Just potter around in quest of the best
steering-gear, or try to decide whether you sill set up your rigging with
old-fashioned lanyards or with turnbuckles, if you want strain of detail. Shall
the binnacle be located in front of the wheel in the center of the beam? or
shall it be located to one side in front of the wheel? There is room for a
library of sea-dog controversy. Then there is the problem of gasoline, fifteen
hundred gallons of it. What are the safest ways to tank it and to pipe it? and
which is the best fire-extinguisher for a gasoline fire? Then there is the
pretty problem of the life-boat and the storage of same. And when that is
finished, come the cook and cabin-boy to confront one with nightmare
possibilities. It is a small boat, and we will be packed close together. The
servant-girl problem of landsmen pales to insignificance. We did select one
cabin-boy and by that much were our troubles eased. And then the cabin-boy fell
in love and resigned.
And in the meantime how is one to find time to
study navigation when he is divided between those problems and the earning of
the money wherewith to settle the problems? Neither Roscoe nor I knows
anything about navigation, and the summer is gone, and we are about to start,
and the problems are thicker than ever, and the treasure is stuffed with
emptiness. Well, anyway, it takes years to learn seamanship, and both of us are
seamen. If we don't find the time, we'll lay in the books and instruments and
teach ourselves navigation on the ocean between San Francisco and Hawaii.

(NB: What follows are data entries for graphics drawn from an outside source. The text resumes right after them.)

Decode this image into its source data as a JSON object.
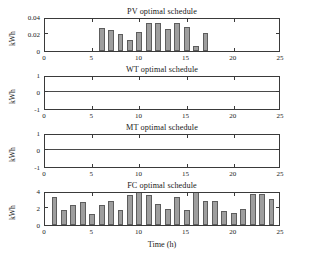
{
  "figure": {
    "xlabel": "Time (h)",
    "background": "#ffffff",
    "bar_color": "#9e9e9e",
    "bar_edge_color": "#5d5d5d",
    "axis_color": "#3a3a3a"
  },
  "panels": [
    {
      "key": "pv",
      "title": "PV optimal schedule",
      "ylabel": "kWh",
      "yticks": [
        "0",
        "0.02",
        "0.04"
      ],
      "xticks": [
        "0",
        "5",
        "10",
        "15",
        "20",
        "25"
      ]
    },
    {
      "key": "wt",
      "title": "WT optimal schedule",
      "ylabel": "kWh",
      "yticks": [
        "-1",
        "0",
        "1"
      ],
      "xticks": [
        "0",
        "5",
        "10",
        "15",
        "20",
        "25"
      ]
    },
    {
      "key": "mt",
      "title": "MT optimal schedule",
      "ylabel": "kWh",
      "yticks": [
        "-1",
        "0",
        "1"
      ],
      "xticks": [
        "0",
        "5",
        "10",
        "15",
        "20",
        "25"
      ]
    },
    {
      "key": "fc",
      "title": "FC optimal schedule",
      "ylabel": "kWh",
      "yticks": [
        "0",
        "2",
        "4"
      ],
      "xticks": [
        "0",
        "5",
        "10",
        "15",
        "20",
        "25"
      ]
    }
  ],
  "chart_data": [
    {
      "type": "bar",
      "id": "pv",
      "title": "PV optimal schedule",
      "xlabel": "Time (h)",
      "ylabel": "kWh",
      "xlim": [
        0,
        25
      ],
      "ylim": [
        0,
        0.04
      ],
      "xticks": [
        0,
        5,
        10,
        15,
        20,
        25
      ],
      "yticks": [
        0,
        0.02,
        0.04
      ],
      "grid": false,
      "legend": null,
      "x": [
        1,
        2,
        3,
        4,
        5,
        6,
        7,
        8,
        9,
        10,
        11,
        12,
        13,
        14,
        15,
        16,
        17,
        18,
        19,
        20,
        21,
        22,
        23,
        24
      ],
      "values": [
        0,
        0,
        0,
        0,
        0,
        0.027,
        0.0245,
        0.0195,
        0.0125,
        0.022,
        0.0335,
        0.0335,
        0.0255,
        0.033,
        0.0285,
        0.006,
        0.0215,
        0,
        0,
        0,
        0,
        0,
        0,
        0
      ]
    },
    {
      "type": "bar",
      "id": "wt",
      "title": "WT optimal schedule",
      "xlabel": "Time (h)",
      "ylabel": "kWh",
      "xlim": [
        0,
        25
      ],
      "ylim": [
        -1,
        1
      ],
      "xticks": [
        0,
        5,
        10,
        15,
        20,
        25
      ],
      "yticks": [
        -1,
        0,
        1
      ],
      "grid": false,
      "legend": null,
      "x": [
        1,
        2,
        3,
        4,
        5,
        6,
        7,
        8,
        9,
        10,
        11,
        12,
        13,
        14,
        15,
        16,
        17,
        18,
        19,
        20,
        21,
        22,
        23,
        24
      ],
      "values": [
        0,
        0,
        0,
        0,
        0,
        0,
        0,
        0,
        0,
        0,
        0,
        0,
        0,
        0,
        0,
        0,
        0,
        0,
        0,
        0,
        0,
        0,
        0,
        0
      ]
    },
    {
      "type": "bar",
      "id": "mt",
      "title": "MT optimal schedule",
      "xlabel": "Time (h)",
      "ylabel": "kWh",
      "xlim": [
        0,
        25
      ],
      "ylim": [
        -1,
        1
      ],
      "xticks": [
        0,
        5,
        10,
        15,
        20,
        25
      ],
      "yticks": [
        -1,
        0,
        1
      ],
      "grid": false,
      "legend": null,
      "x": [
        1,
        2,
        3,
        4,
        5,
        6,
        7,
        8,
        9,
        10,
        11,
        12,
        13,
        14,
        15,
        16,
        17,
        18,
        19,
        20,
        21,
        22,
        23,
        24
      ],
      "values": [
        0,
        0,
        0,
        0,
        0,
        0,
        0,
        0,
        0,
        0,
        0,
        0,
        0,
        0,
        0,
        0,
        0,
        0,
        0,
        0,
        0,
        0,
        0,
        0
      ]
    },
    {
      "type": "bar",
      "id": "fc",
      "title": "FC optimal schedule",
      "xlabel": "Time (h)",
      "ylabel": "kWh",
      "xlim": [
        0,
        25
      ],
      "ylim": [
        0,
        4
      ],
      "xticks": [
        0,
        5,
        10,
        15,
        20,
        25
      ],
      "yticks": [
        0,
        2,
        4
      ],
      "grid": false,
      "legend": null,
      "x": [
        1,
        2,
        3,
        4,
        5,
        6,
        7,
        8,
        9,
        10,
        11,
        12,
        13,
        14,
        15,
        16,
        17,
        18,
        19,
        20,
        21,
        22,
        23,
        24
      ],
      "values": [
        3.35,
        1.8,
        2.3,
        2.65,
        1.25,
        2.4,
        2.85,
        1.75,
        3.5,
        4.0,
        3.55,
        2.5,
        1.9,
        3.25,
        1.75,
        4.0,
        2.8,
        2.8,
        1.6,
        1.4,
        1.85,
        3.6,
        3.7,
        3.05
      ]
    }
  ]
}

There is one unfortunate and perplexing phase of
the voyage of the Snark. Roscoe, who is to be my co-navigator, believes
that the surface of the earth is concave, and that we live in the inside of a
hollow sphere. Thus, though we shall sail on the one boat, the Snark,
Roscoe will journey around the world on the inside while I shall journey around
on the outside. But of this, more anon. We threaten to be of one mind before
the voyage is completed. I am confident that I shall convert him into making
the journey on the outside, while he is equally confident that before we arrive
back in San Francisco I shall be on the inside of the earth. How he is going
to get me through the crust I don't know, but Roscoe is aye a masterful man.
P.S. - That engine! While we've got it and the dynamo and storage-battery, why not have an ice-machine? Ice in the tropics! It is more necessary than bread. Here goes for the ice-machine! Now I am plunged into chemistry, and my lips hurt, and my mind hurts, and how am I ever to find the time to study navigation?